Pitman, e. j. g. 1939 The Estimation of the Location and Scale of Parameters of a Continuous Population of Any Given Form. Biometrika 30:391-421.

Riordan, john 1958 An Introduction to Combinatorial Analysis. New York: Wiley.

Simon, g. a. 1929 Les origines de Laplace: Sa géné-alogie, ses études. Biometrika 21:217-230.

Simpson, thomas 1756 A Letter to the Right Honourable George, Earl of Macclesfield, President of the Royal Society, on the Advantage of Taking the Mean of a Number of Observations, in Practical Astronomy. Royal Society of London, Philosophical Transactions 49:82-93.

Simpson, thomas 1757 An Attempt to Show the Advantage Arising by Taking the Mean of a Number of Observations in Practical Astronomy. Pages 64–75 in Thomas Simpson, Miscellaneous Tracts on Some Curious, and Very Interesting Subjects in Mechanics, Physical-astronomy, and Speculative Mathematics. London: Nourse.

Smith, david eugene (1929) 1959 A Source Book in Mathematics. 2 vols. New York: Dover.

Todhunter, isaac (1865) 1949 A History of the Mathematical Theory of Probability From the Time of Pascal to That of Laplace. New York: Chelsea.

Uspensky, james v. 1937 Introduction to Mathematical Probability. New York: McGraw-Hill.

Walker, helen m. 1929 Studies in the History of Statistical Method, With Special Reference to Certain Educational Problems. Baltimore: Williams → Wilkins.

Whittaker, edmund 1949a Laplace. Mathematical Gazette 33:1-12.

Whittaker, edmund 1949b Laplace. American Mathematical Monthly 56:369-372.

Wilson, edwin b. 1923 First and Second Laws of Error. Journal of the American Statistical Association 18:841-851.
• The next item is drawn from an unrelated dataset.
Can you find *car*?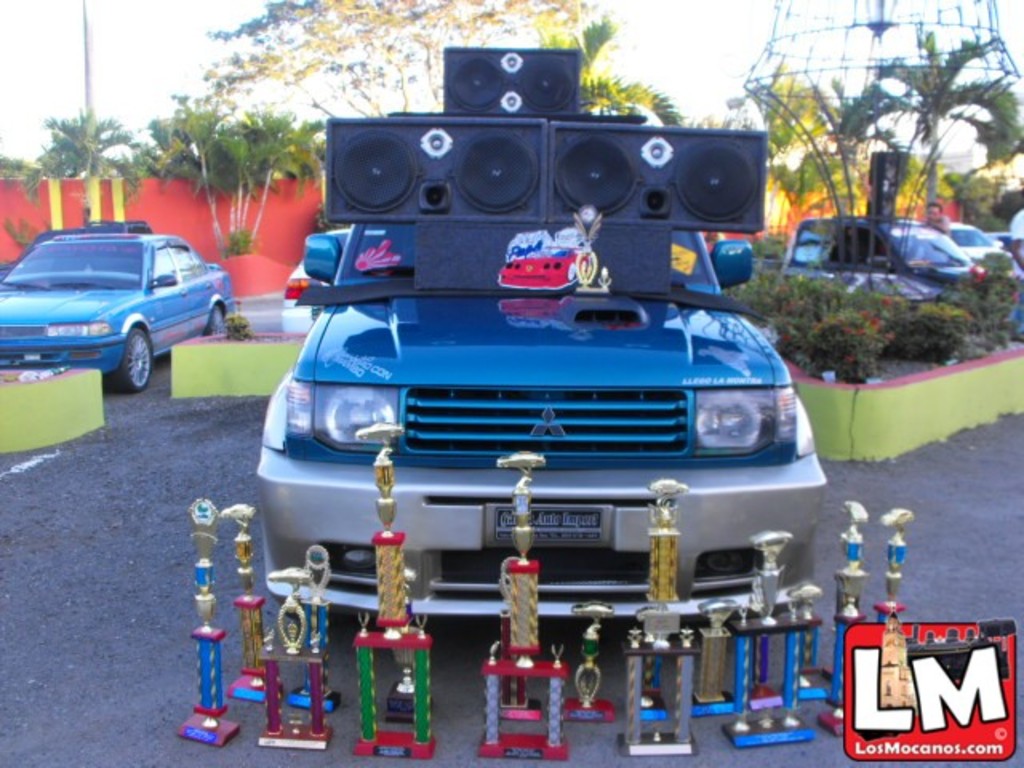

Laplace, Pierre Simon, Marquis de

views updated May 29 2018

Laplace, Pierre Simon, Marquis de (1749–1827) French astronomer and mathematician. Laplace made significant advances in probability theory. His application of Newton's theory of gravitation to the Solar System was summarized in his book Celestial Mechanics (1798–1827). Laplace proposed the Solar System condensed out of a vast, rotating gaseous nebula (the nebular hypothesis).

Laplace, Pierre Simon, Marquis de

views updated May 08 2018

Laplace, Pierre Simon, Marquis de (1749–1827) A French mathematician and physicist, Laplace is best known for his nebular hypothesis of the formation of the solar system, published in Exposition du système du monde (1796). He also worked on planetary motions, the theory of tides, etc.

Laplace, Pierre Simon, Marquis De

views updated May 23 2018

Laplace, Pierre Simon, Marquis De

(b. Beaumont–en–Auge, Normandy, France, 28 March 1749; d. Paris, France, 5 March 1827),

mathematics, astronomy, physics.

For a detailed study of his life and work, see Supplement.